Predicting moves: Once you know your opponent's style, you can predict their response to a given position. If an aggressive player rolls a number that allows a bold hit, they will usually take it. Plan your own moves assuming they will act boldly — position your checkers to survive the hit. Against a conservative player, plan for them to consolidate points rather than attack.

💡 Advanced read: Track how your opponent reacts to their own bad rolls. Do they get frustrated and take excessive risks trying to recover? Or do they play conservatively after bad luck, waiting for the position to improve? Tilt (emotional play after bad luck) is the strongest exploit in backgammon. A tilting opponent makes suboptimal hits, takes bad doubles, and abandons their game plan. When you see signs of tilt, tighten your own play and let them make the mistakes.

25 Tactical Tips That Win Games

These principles cover the full range from opening moves to end-game execution. Internalize them one at a time.

⚠️The Most Common Mistakes That Cost Games

Even experienced players fall into habitual errors. Recognizing these patterns in your own play is the fastest route to improvement.

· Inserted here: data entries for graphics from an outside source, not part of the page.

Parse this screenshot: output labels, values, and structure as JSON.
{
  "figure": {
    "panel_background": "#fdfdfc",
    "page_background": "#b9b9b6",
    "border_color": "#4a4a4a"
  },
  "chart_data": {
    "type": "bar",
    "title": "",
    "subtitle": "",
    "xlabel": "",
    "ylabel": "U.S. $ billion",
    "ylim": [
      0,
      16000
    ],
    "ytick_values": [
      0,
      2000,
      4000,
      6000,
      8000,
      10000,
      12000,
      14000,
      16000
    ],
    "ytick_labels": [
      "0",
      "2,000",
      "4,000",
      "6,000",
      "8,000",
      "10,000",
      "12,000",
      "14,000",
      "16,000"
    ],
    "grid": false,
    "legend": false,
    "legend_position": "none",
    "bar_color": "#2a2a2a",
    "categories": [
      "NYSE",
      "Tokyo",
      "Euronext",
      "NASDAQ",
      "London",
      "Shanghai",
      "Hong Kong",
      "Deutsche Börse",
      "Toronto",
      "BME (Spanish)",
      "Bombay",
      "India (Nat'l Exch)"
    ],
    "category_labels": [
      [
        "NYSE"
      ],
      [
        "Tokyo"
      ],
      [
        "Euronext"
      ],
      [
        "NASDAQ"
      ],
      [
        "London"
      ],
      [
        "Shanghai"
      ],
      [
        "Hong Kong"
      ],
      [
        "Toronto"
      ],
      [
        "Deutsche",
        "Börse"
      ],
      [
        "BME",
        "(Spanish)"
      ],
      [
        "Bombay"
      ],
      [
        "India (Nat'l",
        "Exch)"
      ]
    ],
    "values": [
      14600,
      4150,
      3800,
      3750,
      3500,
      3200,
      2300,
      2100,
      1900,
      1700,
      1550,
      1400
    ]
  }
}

🧠The Mental Game: Patience, Variance, and Long-Run Thinking

Backgammon's deepest strategic lesson is also its most psychologically demanding: individual games are unreliable indicators of quality play. Because of the dice, the best player loses a significant percentage of sessions. This is not failure — it is math.

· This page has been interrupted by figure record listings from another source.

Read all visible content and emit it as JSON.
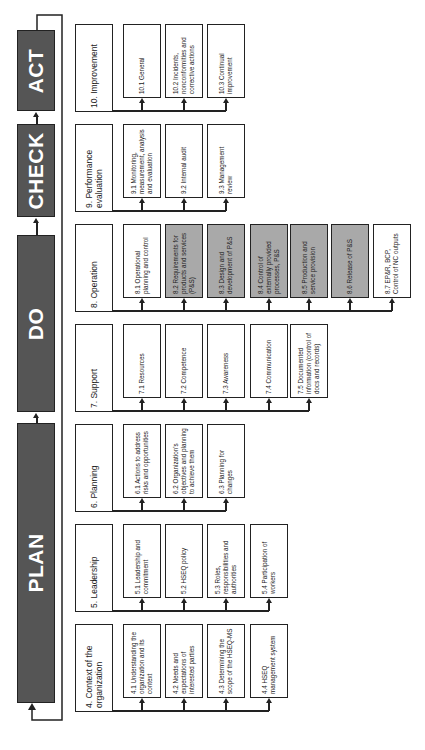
{
  "phases": [
    {
      "label": "ACT",
      "top": 30,
      "height": 81
    },
    {
      "label": "CHECK",
      "top": 124,
      "height": 93
    },
    {
      "label": "DO",
      "top": 235,
      "height": 177
    },
    {
      "label": "PLAN",
      "top": 423,
      "height": 280
    }
  ],
  "rows": [
    {
      "title": "10. Improvement",
      "top": 24,
      "items": [
        {
          "label": "10.1 General",
          "gray": false
        },
        {
          "label": "10.2 Incidents, nonconformities and corrective actions",
          "gray": false
        },
        {
          "label": "10.3 Continual improvement",
          "gray": false
        }
      ]
    },
    {
      "title": "9. Performance evaluation",
      "top": 124,
      "items": [
        {
          "label": "9.1 Monitoring, measurement, analysis and evaluation",
          "gray": false
        },
        {
          "label": "9.2 Internal audit",
          "gray": false
        },
        {
          "label": "9.3 Management review",
          "gray": false
        }
      ]
    },
    {
      "title": "8. Operation",
      "top": 224,
      "items": [
        {
          "label": "8.1 Operational planning and control",
          "gray": false
        },
        {
          "label": "8.2 Requirements for products and services (P&S)",
          "gray": true
        },
        {
          "label": "8.3 Design and development of P&S",
          "gray": true
        },
        {
          "label": "8.4 Control of externally provided processes, P&S",
          "gray": true
        },
        {
          "label": "8.5 Production and service provision",
          "gray": true
        },
        {
          "label": "8.6 Release of P&S",
          "gray": true
        },
        {
          "label": "8.7 EP&R, BCP, Control of NC outputs",
          "gray": false
        }
      ]
    },
    {
      "title": "7. Support",
      "top": 324,
      "items": [
        {
          "label": "7.1 Resources",
          "gray": false
        },
        {
          "label": "7.2 Competence",
          "gray": false
        },
        {
          "label": "7.3 Awareness",
          "gray": false
        },
        {
          "label": "7.4 Communication",
          "gray": false
        },
        {
          "label": "7.5 Documented information (control of docs and records)",
          "gray": false
        }
      ]
    },
    {
      "title": "6. Planning",
      "top": 424,
      "items": [
        {
          "label": "6.1 Actions to address risks and opportunities",
          "gray": false
        },
        {
          "label": "6.2 Organization's objectives and planning to achieve them",
          "gray": false
        },
        {
          "label": "6.3 Planning for changes",
          "gray": false
        }
      ]
    },
    {
      "title": "5. Leadership",
      "top": 524,
      "items": [
        {
          "label": "5.1 Leadership and commitment",
          "gray": false
        },
        {
          "label": "5.2 HSEQ policy",
          "gray": false
        },
        {
          "label": "5.3 Roles, responsibilities and authorities",
          "gray": false
        },
        {
          "label": "5.4 Participation of workers",
          "gray": false
        }
      ]
    },
    {
      "title": "4. Context of the organization",
      "top": 624,
      "items": [
        {
          "label": "4.1 Understanding the organization and its context",
          "gray": false
        },
        {
          "label": "4.2 Needs and expectations of interested parties",
          "gray": false
        },
        {
          "label": "4.3 Determining the scope of the HSEQ-MS",
          "gray": false
        },
        {
          "label": "4.4 HSEQ management system",
          "gray": false
        }
      ]
    }
  ],
  "colors": {
    "phase_fill": "#555555",
    "highlight_fill": "#a9a9a9",
    "line": "#222222"
  }
}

Expert players think in terms of equity — the expected long-run value of a position — rather than win/loss in a single game. A move that gives you 60% winning probability is correct even if you end up losing that specific game. Over 100 games, the player making higher-equity moves wins more, regardless of short-term variance.

This mindset requires emotional detachment from outcomes. A lucky roll that reverses a dominant position is frustrating but irrelevant to whether your decisions were correct. Evaluate your moves, not your results. Ask: "Given what I knew at the time, was that the highest-equity decision?" If yes, the loss is acceptable — it was a statistical event, not a strategic failure.

Patience is a tactical tool in backgammon in a literal sense. Some positions are winning only if you wait — holding an anchor, refusing to break a prime, resisting the urge to escape and run. The urge to act is powerful. Experienced players sit comfortably in static positions, trusting that their positional advantage will convert when the dice cooperate.

Game Night Pro insight: Backgammon is the best board game for teaching probabilistic thinking to non-mathematicians. The doubling cube makes abstract expected-value calculations viscerally real: accept this double or not, given how often I lose from here? Within 20–30 games, regular players develop intuitive probability assessment that transfers directly to decision-making in everyday life. The game is, in the truest sense, training for navigating an uncertain world.

📱Where to Play Backgammon

Game Night Pro hosts a free web-based backgammon game you can play directly in your browser — no download, no account required. Practice the opening positions, test your pip counting, and explore the doubling cube mechanics against a computer opponent. For collaborative learning, open it in a group setting and discuss each move before executing it: explaining your reasoning to others accelerates your own strategic clarity faster than silent solo play.

About the author: Kostas K. is the founder of Game Night Pro and has played backgammon for over fifteen years across casual and competitive settings. He is particularly interested in the intersection of game theory, probability, and the psychological dimensions of board game strategy. Learn more about Kostas →

Ready to put these strategies to work? Open the game, count your pips on the starting position, and practice the opening moves described here. Within ten games you will see the patterns clearly. Within fifty, the tactical decisions will feel instinctive.